The Review: If you've seen one of those "monster on the loose" flicks, then you'll have seen this too. Everything is so unoriginal. For a start the plot and the way the story unfolds isn't anything new. All of these films follow a same thread, including putting in as many unnecessary sub-plots and sub-characters as possible. There is every clichéd character in here: dumb jock, the prankster, the slut, the arguing couple, the snobby one, etc. There's some backwoods hicks and some daft fishermen to round off the characters. The teen cast look to be having a good time to start with but they run out of their charm quickly and you end up wishing they would feed themselves to the croc. Thankfully most of the people are here to act as croc fodder. The body count is pretty high and there is some gore and severed limbs. But for a 15 rating, you're not going to get much more.

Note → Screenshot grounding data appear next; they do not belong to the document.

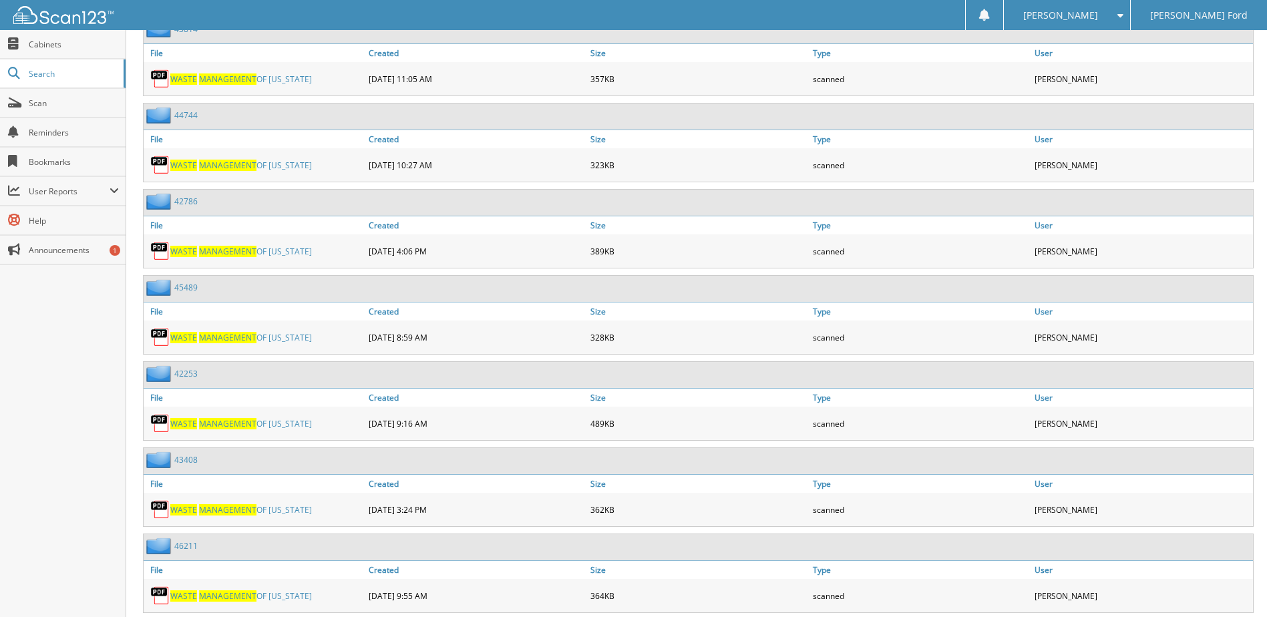 The image size is (1267, 617). Describe the element at coordinates (698, 165) in the screenshot. I see `div: 323KB` at that location.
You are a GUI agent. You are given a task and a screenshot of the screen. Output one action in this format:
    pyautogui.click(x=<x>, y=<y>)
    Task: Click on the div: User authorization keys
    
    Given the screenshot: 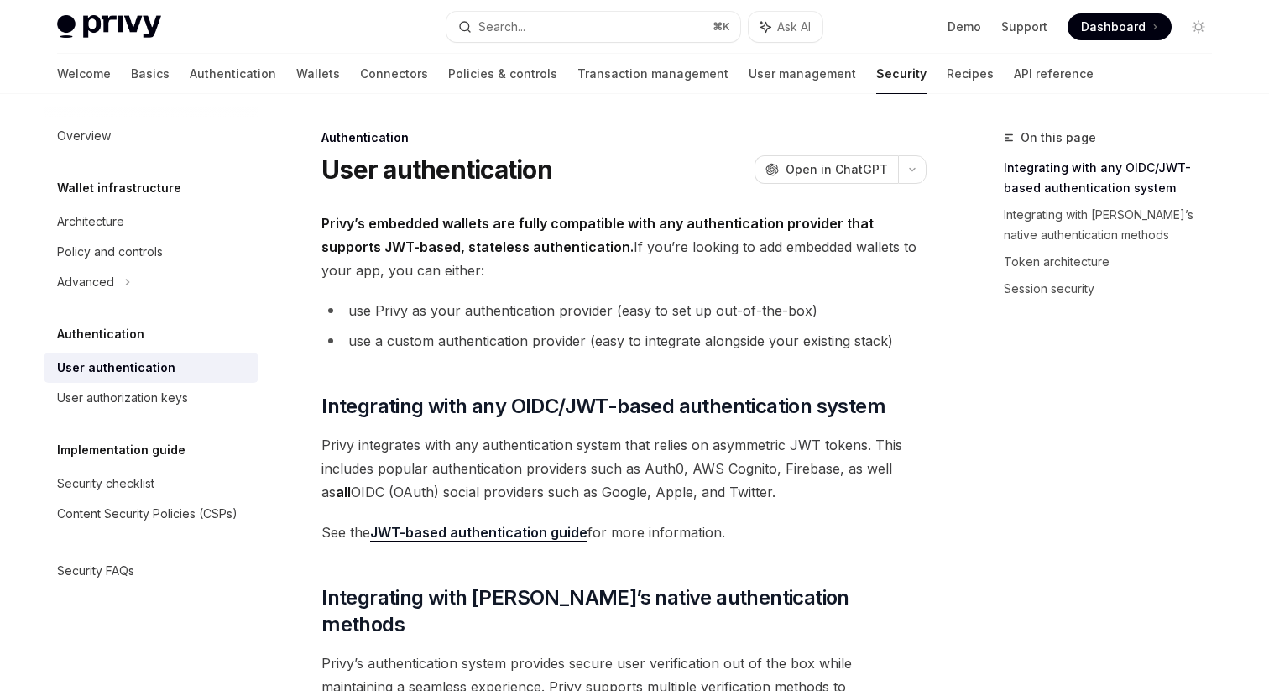 What is the action you would take?
    pyautogui.click(x=123, y=398)
    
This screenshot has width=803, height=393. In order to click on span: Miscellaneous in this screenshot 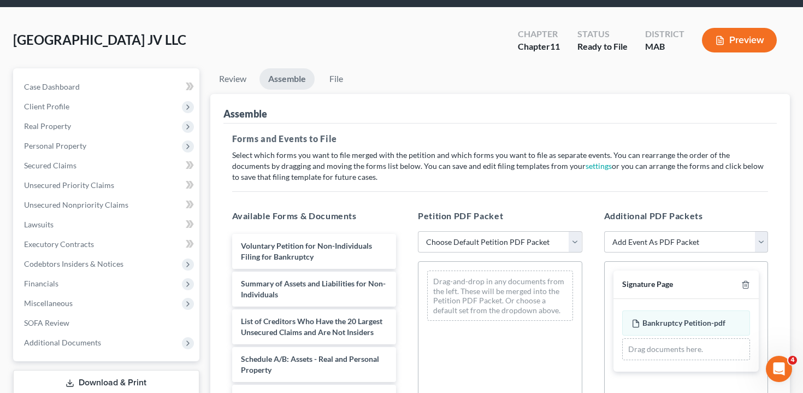, I will do `click(48, 302)`.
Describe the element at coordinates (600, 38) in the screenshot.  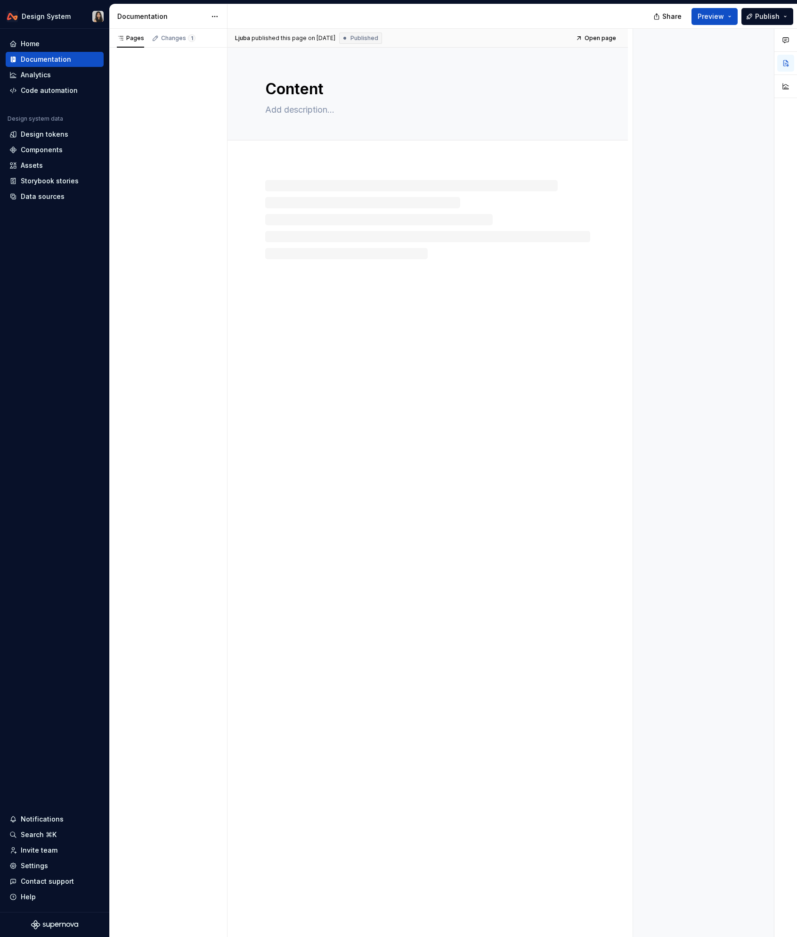
I see `span: Open page` at that location.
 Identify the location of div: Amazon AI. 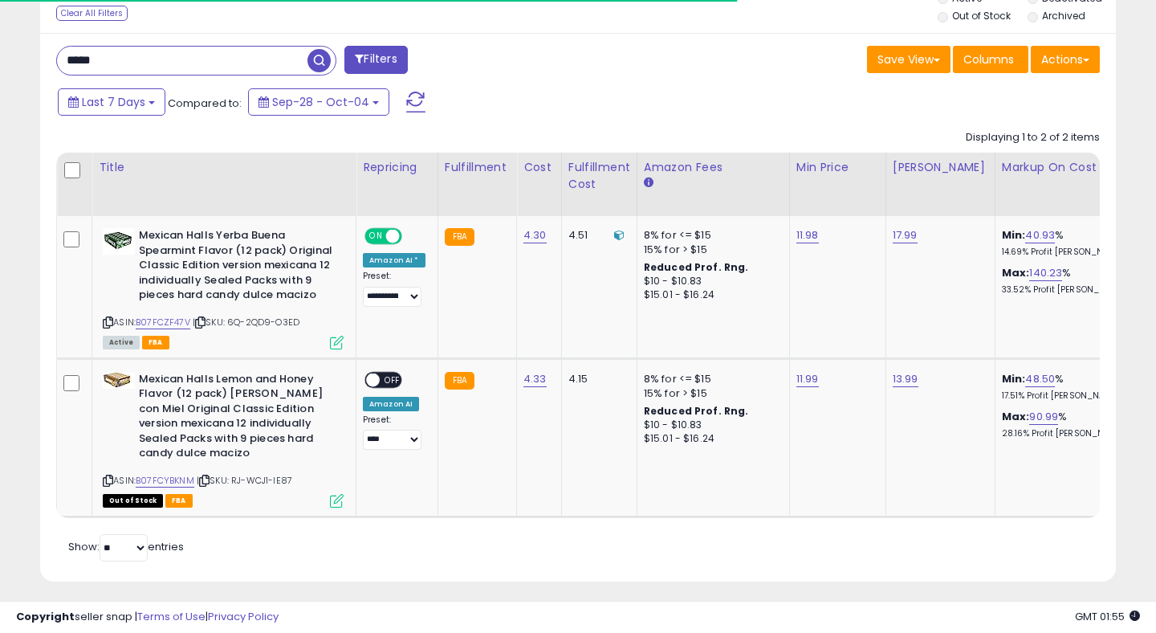
(391, 404).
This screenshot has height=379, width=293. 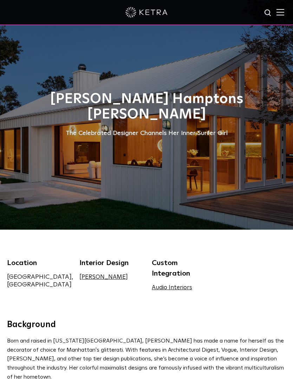 I want to click on img: Hamburger%20Nav.svg, so click(x=280, y=12).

The croc attacks don't look very good but the crocodile itself obviously had limited movement. In some scenes the crocodile looks pretty good and realistic but in others it comes off as the fake life-size model that it is. The CGI doesn't impress and it seems to change it size constantly depending on what the plot wants it to do next. On the plus side, Hooper does manage to put in a few scares here and there which did have me jump. But since the rest of the film is so run-of-the-mill, they don't have the impact that they should.

Final Verdict: Crocodile is just further proof that The Texas Chainsaw Massacre was a one-off and Tobe Hooper was never the great horror director that he was made to be. The film is cheap and cheerful and provides an ok timewaster but Hooper should be way above making this sort of junk flick. Unfortunately he continues his dramatic slide into obscurity.